8 Palestinians killed in clashes with Israel, infighting

RAMALLAH (AP) — Israeli undercover troops burst into a West Bank vegetable market Thursday afternoon, seized four men and exchanged heavy fire with Palestinian fighers in the first major raid since the Israeli and Palestinian leaders agreed to try to ease tensions between the sides.

Three Palestinians, all civilians, were killed and 20 wounded in the fighting. Palestinian President Mahmoud Abbas said in a harshly worded statement that Israel’s peace promises rang hollow in light of the raid and demanded $5 million in compensation for the damage to shops and cars in Ramallah.

In Gaza, four Palestinians, including a senior security officer, were killed and more than a dozen wounded in a new wave of fighting between fighters loyal to Hamas and those allied with Abbas. The widening chaos was driving ordinary Palestinians deeper into despair about their future.

Israeli officials declined comment on the timing of the Ramallah raid and its possible political costs.

The Israeli raid, which turned downtown Ramallah into a battlefield with dozens of cars smashed and vegetable carts overturned, further undercut Abbas at a time when he is locked in an increasingly violent power struggle with Hamas.

Abbas said Israel’s assurances that it is striving for peace and security cannot be believed. “The continued aggression will only lead to the destruction of all efforts aimed at realising peace,” the statement said.

In the northern Gaza Strip, a senior Palestinian security officer allied with Fateh was killed when Hamas members laid siege to his house, engaging in a protracted gunbattle with his guards, and then attacked it with grenades and a dozen rockets, Palestinian officials and witnesses said.

The officer, Col. Mohammad Ghayeb, was the chief of the Preventive Security Service in northern Gaza, and his killing was expected to trigger revenge attacks by the men under his command.

Two of Ghayeb’s guards were killed earlier in the day as they tried to defend his house.

A Hamas man was also killed in other violence in Gaza and three dozen people, including eight children, were wounded, hospital officials said.

During the standoff outside Ghayeb’s home in Beit Lahiya, dozens of women rushed into the streets in protest, chanting “Spare the bullets, shame, shame.” One resident, Amina Abu Saher, told the local Al Quds radio station that it was difficult for her to see Palestinians fighting each other and said she and the other women were determined to stop the internal fighting.

The persistent factional fighting — large-scale confrontations began in Gaza a month ago — are a result of the political deadlock between Hamas, which controls the Cabinet, and Abbas, who was elected separately and also wields considerable power. Talks on power-sharing between Hamas and Abbas’ Fateh Party have failed, while Hamas has threatened to block any attempt by Abbas to call early elections. With both sides hardening their positions, truce attempts have repeatedly collapsed.

Abbas met with leaders of political factions in Gaza on Thursday night. The smaller Islamic Jihad group, which has stayed out of the fighting, was to propose another round of unity talks, this time between Abbas and Hamas’ supreme leader, Khaled Mishaal, rather than between lower-level envoys.

As the fighting worsened, Prime Minister Ismail Haniyeh of Hamas cut short a tour of Arab nations and returned to Gaza on Thursday. His next stop was to have been Jordan, which has offered to host a meeting between Haniyeh and Abbas, in an attempt to defuse the tensions.

The Israeli army raid in Ramallah took Palestinians by surprise.

It began when undercover troops tried to arrest fugitives from Al Aqsa Martyrs’ Brigades, a violent Fateh offshoot, in the local vegetable market. A gunbattle erupted, and Israeli forces quickly sent reinforcements, including armoured personnel carriers, bulldozers, jeeps and an attack helicopter.

For about two hours, a heavy battle raged in the normally quiet city, sending residents scrambling for cover. Bursts of gunfire, loud booms and ambulance sirens could be heard across Ramallah. At one point, a helicopter fired large-calibre bullets in what the army said was deterrent fire.

The apparent target of the raid, Rabih Hamed, escaped with serious injuries. A photographer for the local news agency Maan was critically wounded by a gunshot to the head.

Earlier, Hamas-Fateh fighting had spilled over into the West Bank, with assailants abducting Deputy Health Minister Bashar Karmi of Hamas from his home in the town of Al  Bireh, next to Ramallah. Karmi, the most high-ranking official seized so far, was taken at gunpoint, with a hood over his head and his hands tied.

He was released after several hours, and said the abductors told him the kidnapping was meant as retaliation for the killing of four Fateh loyalists by Hamas men in Gaza the day before.

A Fateh legislator, Jamal Tirawi, said Hamas leaders in the West Bank, a Fateh stronghold, should not feel safe if Fateh loyalists where being attacked in Gaza, Hamas’ power base.

“If Hamas keeps doing what it is doing with its force in Gaza, and is killing our members, all Hamas leaders in the West Bank are in our hands,” said Tirawi, a former Al Aqsa member.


> **Problem requirements**
Among the lines below, copy each one in which "side" appears.

> **Collected data**
++++++++

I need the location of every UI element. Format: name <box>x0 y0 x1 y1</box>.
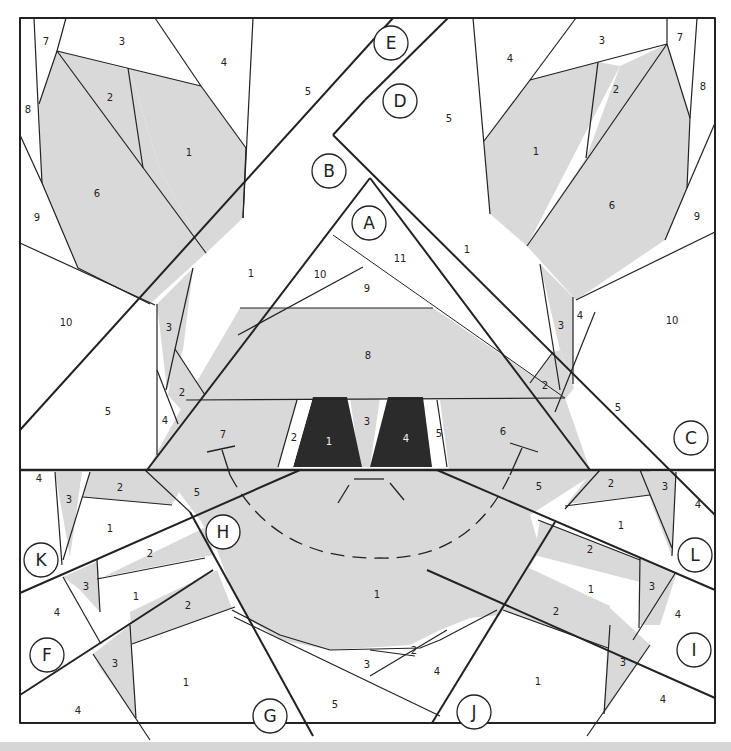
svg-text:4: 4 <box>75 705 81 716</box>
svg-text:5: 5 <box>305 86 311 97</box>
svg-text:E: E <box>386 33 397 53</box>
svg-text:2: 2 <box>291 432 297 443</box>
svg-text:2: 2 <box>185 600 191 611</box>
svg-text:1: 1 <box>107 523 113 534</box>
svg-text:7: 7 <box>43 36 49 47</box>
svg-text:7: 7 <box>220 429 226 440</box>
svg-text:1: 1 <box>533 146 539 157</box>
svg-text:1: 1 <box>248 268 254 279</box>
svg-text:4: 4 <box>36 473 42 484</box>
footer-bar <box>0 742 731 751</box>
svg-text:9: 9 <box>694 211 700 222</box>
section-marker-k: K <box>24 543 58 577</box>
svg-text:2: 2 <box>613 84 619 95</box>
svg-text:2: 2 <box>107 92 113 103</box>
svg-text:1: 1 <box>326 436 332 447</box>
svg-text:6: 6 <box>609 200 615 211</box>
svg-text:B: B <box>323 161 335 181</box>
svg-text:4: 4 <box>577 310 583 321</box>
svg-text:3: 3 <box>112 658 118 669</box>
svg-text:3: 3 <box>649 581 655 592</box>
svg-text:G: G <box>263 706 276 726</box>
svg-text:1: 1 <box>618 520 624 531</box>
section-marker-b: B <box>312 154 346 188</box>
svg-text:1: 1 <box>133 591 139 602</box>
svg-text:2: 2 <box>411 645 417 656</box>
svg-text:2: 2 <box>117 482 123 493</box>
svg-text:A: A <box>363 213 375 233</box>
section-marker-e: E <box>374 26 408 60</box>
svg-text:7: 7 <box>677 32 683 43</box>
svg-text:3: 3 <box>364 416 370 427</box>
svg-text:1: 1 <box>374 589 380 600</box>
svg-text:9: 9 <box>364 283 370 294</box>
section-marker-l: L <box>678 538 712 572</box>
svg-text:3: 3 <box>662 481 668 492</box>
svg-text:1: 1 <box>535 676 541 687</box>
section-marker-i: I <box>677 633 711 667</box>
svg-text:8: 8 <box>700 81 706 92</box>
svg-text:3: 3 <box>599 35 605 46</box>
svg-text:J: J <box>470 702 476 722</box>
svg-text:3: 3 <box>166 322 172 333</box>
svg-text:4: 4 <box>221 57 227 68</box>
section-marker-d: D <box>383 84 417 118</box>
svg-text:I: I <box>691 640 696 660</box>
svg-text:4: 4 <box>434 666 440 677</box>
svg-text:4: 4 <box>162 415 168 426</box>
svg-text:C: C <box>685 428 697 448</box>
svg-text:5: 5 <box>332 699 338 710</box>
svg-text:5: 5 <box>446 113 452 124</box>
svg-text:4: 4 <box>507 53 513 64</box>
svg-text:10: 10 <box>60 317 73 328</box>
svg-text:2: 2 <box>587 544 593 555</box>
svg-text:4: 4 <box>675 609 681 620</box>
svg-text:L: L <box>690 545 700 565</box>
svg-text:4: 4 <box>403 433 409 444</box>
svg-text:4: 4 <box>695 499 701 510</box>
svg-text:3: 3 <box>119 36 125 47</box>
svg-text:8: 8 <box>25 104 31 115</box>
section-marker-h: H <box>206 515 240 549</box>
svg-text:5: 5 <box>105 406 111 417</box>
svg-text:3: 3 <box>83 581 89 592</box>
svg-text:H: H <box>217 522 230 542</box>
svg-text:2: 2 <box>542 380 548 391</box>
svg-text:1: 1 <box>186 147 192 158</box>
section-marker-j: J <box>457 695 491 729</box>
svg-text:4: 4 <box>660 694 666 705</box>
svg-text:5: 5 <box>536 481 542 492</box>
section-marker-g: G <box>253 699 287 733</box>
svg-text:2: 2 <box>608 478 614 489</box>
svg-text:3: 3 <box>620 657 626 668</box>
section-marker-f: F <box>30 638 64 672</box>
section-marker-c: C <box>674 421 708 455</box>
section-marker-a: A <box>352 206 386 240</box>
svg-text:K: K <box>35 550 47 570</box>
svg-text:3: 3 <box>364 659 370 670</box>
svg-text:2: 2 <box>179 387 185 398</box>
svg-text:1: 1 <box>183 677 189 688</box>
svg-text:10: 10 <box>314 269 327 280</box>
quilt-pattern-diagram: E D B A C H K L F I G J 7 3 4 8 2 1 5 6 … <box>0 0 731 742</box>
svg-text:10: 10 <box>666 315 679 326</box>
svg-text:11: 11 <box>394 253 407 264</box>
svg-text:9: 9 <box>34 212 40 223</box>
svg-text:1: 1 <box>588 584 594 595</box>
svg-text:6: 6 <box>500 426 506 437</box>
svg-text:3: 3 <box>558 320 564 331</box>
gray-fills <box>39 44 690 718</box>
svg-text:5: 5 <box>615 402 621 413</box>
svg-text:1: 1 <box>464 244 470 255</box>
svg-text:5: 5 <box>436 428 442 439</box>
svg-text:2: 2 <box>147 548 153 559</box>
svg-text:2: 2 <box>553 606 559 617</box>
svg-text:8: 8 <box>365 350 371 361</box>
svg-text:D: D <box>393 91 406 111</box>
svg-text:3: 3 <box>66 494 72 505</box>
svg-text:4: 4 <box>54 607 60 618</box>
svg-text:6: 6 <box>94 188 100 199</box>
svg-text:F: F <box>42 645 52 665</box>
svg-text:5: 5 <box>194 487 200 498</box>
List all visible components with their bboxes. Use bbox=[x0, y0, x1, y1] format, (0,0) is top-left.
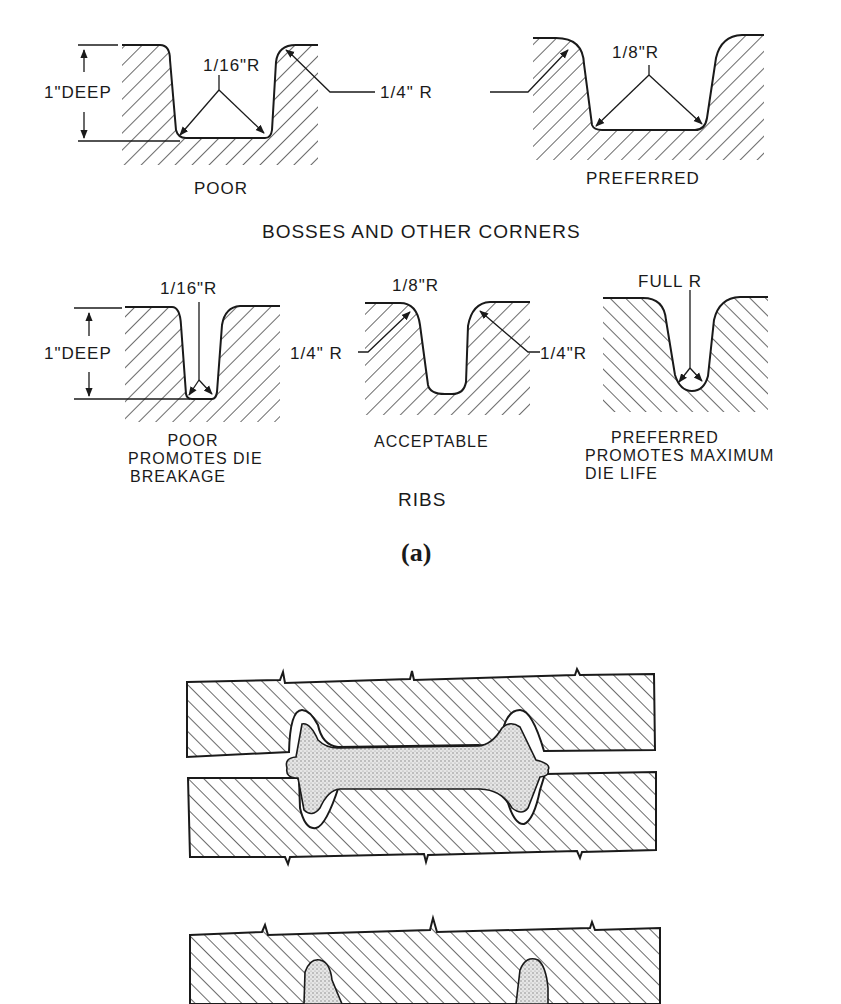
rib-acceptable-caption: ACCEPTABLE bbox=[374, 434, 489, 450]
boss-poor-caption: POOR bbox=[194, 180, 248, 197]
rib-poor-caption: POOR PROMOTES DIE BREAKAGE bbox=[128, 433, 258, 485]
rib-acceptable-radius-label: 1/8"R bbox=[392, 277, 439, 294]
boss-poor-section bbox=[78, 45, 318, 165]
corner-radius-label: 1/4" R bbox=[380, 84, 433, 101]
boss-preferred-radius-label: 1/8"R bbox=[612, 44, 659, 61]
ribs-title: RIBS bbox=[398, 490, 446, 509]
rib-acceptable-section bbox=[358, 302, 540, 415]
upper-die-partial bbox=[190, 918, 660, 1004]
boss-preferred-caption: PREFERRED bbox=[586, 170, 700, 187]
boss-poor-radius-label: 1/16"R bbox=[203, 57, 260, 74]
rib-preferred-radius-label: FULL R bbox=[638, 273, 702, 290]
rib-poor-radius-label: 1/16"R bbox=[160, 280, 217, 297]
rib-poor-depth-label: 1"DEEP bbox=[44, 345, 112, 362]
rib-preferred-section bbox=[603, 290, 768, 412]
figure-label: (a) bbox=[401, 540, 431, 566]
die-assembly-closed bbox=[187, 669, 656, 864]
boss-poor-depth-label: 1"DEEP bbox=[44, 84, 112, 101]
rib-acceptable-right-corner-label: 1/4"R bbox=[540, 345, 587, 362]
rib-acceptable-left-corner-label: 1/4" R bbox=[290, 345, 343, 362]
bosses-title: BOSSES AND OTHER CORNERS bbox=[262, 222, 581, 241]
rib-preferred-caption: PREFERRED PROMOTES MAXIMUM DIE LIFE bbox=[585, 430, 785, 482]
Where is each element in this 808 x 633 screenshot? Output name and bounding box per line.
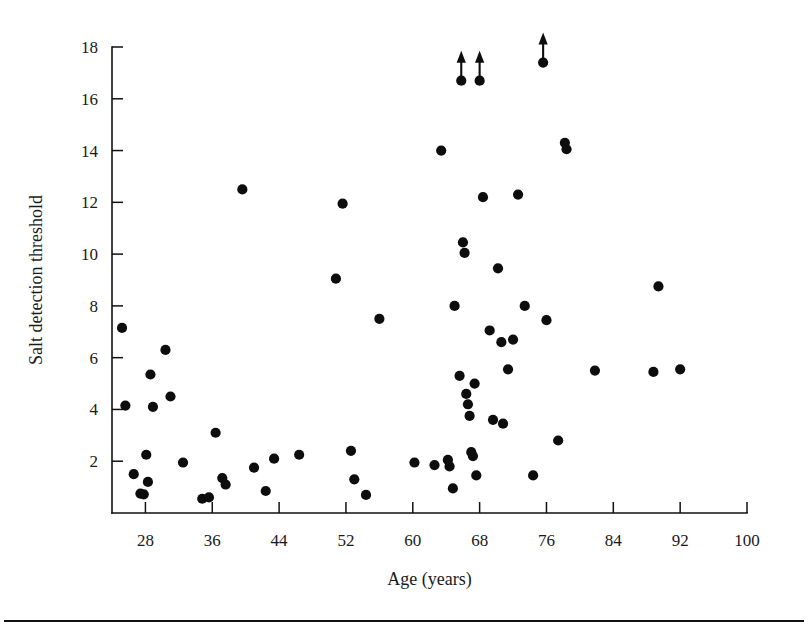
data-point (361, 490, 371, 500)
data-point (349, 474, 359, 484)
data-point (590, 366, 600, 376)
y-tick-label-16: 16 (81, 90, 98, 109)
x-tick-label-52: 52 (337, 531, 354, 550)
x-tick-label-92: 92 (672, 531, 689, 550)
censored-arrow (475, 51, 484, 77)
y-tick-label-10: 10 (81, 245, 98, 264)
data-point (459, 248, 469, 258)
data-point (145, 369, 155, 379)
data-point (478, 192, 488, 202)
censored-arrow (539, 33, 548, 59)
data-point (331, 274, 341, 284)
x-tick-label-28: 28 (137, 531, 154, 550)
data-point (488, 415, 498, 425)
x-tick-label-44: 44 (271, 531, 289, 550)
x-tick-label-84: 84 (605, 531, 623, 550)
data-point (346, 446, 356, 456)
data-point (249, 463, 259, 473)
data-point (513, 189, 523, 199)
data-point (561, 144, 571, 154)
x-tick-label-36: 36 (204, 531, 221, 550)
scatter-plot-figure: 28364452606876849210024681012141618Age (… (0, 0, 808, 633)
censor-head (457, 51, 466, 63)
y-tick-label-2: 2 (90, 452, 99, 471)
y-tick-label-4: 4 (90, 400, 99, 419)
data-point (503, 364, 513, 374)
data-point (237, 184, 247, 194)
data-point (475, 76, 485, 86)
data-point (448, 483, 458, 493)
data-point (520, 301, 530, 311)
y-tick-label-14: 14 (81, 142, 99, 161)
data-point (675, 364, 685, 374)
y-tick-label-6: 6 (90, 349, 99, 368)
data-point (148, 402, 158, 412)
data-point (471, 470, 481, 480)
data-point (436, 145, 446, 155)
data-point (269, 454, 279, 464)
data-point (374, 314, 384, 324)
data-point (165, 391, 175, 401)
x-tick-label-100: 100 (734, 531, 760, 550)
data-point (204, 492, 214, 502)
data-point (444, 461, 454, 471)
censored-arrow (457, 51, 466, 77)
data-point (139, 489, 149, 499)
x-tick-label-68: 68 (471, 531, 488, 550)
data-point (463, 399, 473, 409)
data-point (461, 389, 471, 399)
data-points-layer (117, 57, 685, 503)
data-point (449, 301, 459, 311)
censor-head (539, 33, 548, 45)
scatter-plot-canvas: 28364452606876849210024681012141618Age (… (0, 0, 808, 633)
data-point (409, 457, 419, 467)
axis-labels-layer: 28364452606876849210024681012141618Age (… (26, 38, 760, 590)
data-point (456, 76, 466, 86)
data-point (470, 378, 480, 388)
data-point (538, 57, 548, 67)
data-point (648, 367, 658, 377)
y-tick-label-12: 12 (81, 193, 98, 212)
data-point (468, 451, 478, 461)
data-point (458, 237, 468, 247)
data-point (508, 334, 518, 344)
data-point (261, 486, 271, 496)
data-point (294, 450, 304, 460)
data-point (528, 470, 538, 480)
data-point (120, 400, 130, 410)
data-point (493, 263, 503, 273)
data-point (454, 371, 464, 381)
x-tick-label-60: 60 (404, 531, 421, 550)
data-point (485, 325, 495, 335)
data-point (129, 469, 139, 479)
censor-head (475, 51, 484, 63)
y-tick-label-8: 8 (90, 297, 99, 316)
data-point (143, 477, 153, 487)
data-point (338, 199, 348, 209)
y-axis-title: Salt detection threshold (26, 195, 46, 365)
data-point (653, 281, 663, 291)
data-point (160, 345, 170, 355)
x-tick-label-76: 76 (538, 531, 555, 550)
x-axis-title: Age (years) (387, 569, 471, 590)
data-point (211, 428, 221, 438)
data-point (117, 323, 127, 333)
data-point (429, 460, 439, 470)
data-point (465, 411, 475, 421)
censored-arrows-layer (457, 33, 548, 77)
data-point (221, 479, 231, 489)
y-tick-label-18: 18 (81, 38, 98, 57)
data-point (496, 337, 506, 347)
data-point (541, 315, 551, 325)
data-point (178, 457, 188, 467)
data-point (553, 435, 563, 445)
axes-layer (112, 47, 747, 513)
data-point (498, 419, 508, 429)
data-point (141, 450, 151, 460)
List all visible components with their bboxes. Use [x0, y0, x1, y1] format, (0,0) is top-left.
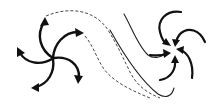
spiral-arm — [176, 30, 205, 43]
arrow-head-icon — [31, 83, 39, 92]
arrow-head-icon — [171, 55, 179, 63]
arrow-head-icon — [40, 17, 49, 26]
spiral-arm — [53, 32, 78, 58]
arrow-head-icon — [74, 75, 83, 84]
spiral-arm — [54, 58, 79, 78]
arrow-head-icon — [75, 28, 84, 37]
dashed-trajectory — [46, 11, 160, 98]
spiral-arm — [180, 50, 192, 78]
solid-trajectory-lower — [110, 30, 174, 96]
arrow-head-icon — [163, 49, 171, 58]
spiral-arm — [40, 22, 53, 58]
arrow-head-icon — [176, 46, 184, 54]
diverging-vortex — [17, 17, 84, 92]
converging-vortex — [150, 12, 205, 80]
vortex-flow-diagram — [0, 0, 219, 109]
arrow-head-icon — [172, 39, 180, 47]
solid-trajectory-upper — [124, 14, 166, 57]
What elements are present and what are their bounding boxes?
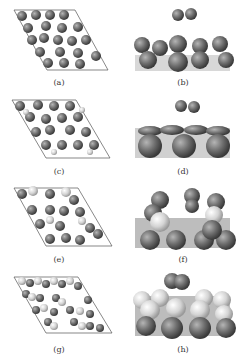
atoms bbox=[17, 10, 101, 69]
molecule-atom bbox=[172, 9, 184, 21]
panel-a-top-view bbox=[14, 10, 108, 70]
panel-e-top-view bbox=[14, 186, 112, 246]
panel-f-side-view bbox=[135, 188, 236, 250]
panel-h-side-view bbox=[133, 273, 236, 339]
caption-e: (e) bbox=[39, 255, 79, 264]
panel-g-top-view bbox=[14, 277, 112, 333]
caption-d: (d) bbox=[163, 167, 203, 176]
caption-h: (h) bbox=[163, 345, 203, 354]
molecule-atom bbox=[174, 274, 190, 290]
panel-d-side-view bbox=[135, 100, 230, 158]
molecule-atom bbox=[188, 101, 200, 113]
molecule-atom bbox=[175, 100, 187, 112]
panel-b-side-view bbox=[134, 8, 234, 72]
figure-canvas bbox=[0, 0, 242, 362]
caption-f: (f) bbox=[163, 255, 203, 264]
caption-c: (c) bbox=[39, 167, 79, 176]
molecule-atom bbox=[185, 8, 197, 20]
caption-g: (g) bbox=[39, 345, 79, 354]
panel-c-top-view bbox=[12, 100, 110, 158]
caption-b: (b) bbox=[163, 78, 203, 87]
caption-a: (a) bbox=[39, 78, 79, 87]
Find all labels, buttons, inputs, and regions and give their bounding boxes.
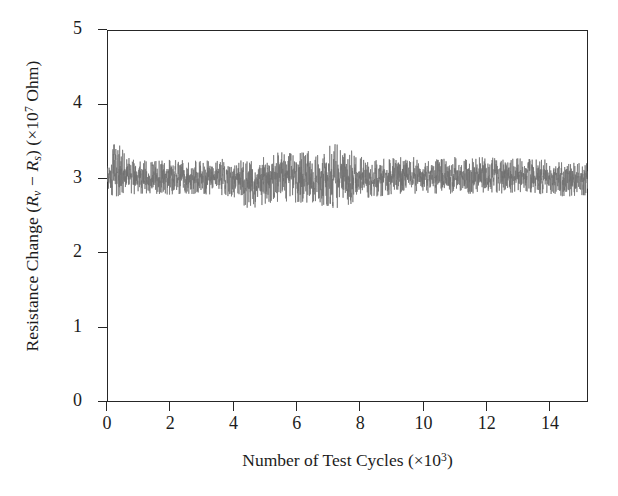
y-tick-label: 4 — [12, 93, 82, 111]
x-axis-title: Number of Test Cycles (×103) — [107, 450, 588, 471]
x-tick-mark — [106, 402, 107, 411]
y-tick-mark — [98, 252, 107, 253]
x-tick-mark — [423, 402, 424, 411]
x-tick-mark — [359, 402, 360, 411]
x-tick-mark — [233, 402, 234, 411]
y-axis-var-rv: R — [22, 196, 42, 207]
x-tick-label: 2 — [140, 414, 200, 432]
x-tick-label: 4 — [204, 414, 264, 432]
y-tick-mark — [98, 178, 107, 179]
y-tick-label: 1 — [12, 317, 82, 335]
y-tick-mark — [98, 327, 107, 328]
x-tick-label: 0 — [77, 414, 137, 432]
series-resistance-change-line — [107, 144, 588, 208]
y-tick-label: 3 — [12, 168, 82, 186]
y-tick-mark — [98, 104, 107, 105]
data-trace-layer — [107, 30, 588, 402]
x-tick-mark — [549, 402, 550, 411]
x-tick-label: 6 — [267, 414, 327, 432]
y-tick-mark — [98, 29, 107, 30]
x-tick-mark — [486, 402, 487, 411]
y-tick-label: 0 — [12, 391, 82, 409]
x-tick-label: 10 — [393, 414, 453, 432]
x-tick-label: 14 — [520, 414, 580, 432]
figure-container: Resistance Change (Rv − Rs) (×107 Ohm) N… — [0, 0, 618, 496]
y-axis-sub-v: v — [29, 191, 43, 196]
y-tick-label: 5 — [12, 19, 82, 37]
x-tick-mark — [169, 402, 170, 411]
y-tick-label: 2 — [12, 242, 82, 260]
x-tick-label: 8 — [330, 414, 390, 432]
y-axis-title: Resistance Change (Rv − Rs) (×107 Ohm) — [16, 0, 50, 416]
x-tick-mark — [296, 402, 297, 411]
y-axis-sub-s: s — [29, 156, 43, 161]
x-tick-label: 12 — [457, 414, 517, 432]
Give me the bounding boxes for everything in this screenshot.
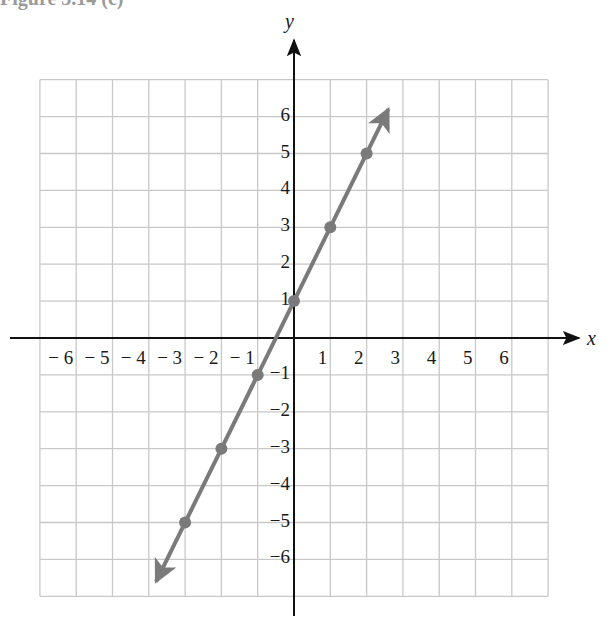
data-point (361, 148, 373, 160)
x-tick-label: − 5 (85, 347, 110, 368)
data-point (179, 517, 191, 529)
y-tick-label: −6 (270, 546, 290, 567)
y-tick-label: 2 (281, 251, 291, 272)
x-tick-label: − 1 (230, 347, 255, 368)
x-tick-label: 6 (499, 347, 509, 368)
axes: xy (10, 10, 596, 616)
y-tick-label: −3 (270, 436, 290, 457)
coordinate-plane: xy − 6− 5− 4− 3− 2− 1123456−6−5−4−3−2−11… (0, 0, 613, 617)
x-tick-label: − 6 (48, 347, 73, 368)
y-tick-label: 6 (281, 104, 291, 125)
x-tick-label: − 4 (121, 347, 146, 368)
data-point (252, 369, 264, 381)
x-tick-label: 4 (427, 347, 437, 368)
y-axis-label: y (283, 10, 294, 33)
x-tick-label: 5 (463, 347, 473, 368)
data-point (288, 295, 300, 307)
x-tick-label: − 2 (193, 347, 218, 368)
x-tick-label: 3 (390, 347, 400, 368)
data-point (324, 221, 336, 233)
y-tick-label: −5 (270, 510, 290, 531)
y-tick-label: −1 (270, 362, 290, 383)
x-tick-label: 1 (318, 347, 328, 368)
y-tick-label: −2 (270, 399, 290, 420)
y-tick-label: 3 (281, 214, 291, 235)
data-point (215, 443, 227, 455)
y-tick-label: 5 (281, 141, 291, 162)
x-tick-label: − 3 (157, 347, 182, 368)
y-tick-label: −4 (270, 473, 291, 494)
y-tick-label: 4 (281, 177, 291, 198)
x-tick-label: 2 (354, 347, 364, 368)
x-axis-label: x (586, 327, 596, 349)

++++++++

> **Reply to the exercise**
panel-f-side-view bbox=[135, 188, 236, 250]
panel-h-side-view bbox=[133, 273, 236, 339]
panel-d-side-view bbox=[135, 100, 230, 158]
panel-b-side-view bbox=[134, 8, 234, 72]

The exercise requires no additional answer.